The December 3-14 talks, involving more than 10,000 delegates in a tightly guarded idyllic beach resort, will seek to launch negotiations meant to end with a U.N. new pact in two years' time including outsiders led by the United States and China.

So far, only 36 industrialised nations in the Kyoto Protocol have caps on greenhouse gas emissions running to 2012. However, bleak U.N. reports this year warning of more heatwaves, droughts and rising seas have said global curbs are needed fast.

But working out a fair share of curbs on emissions, mainly from burning fossil fuels, between rich countries and poor nations led by China and India will be a huge puzzle.

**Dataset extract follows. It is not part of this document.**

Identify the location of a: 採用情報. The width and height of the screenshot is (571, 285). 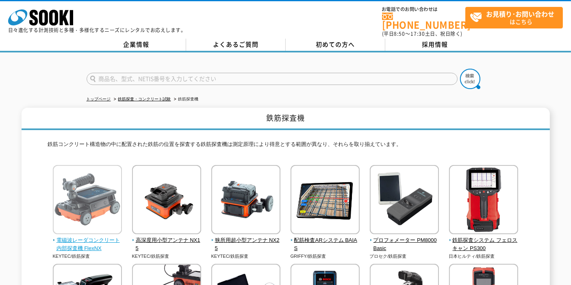
(435, 45).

"We heard no dispute that developed countries need to keep taking the lead," wrote Howard Bamsey of Australia and Sandea De Wet of South Africa in a report after a set of U.N. talks reviewing new ways to fight climate change since 2005.

They said there was agreement more needed to be done, but disagreement about how. Some countries were willing to make deeper cuts in emissions, others said existing promises should be kept and still others wanted incentives to join in.

"More discussions will be needed to build on this fragile understanding and explore how it can be put into practice," they wrote in a report to be submitted in Bali.

BUSH

Prospects for a global deal have been boosted by a decision by President George W. Bush for the United State to take part beyond 2012. Bush opposes Kyoto as a threat to U.S. economic growth and said it unfairly excluded goals for poor nations.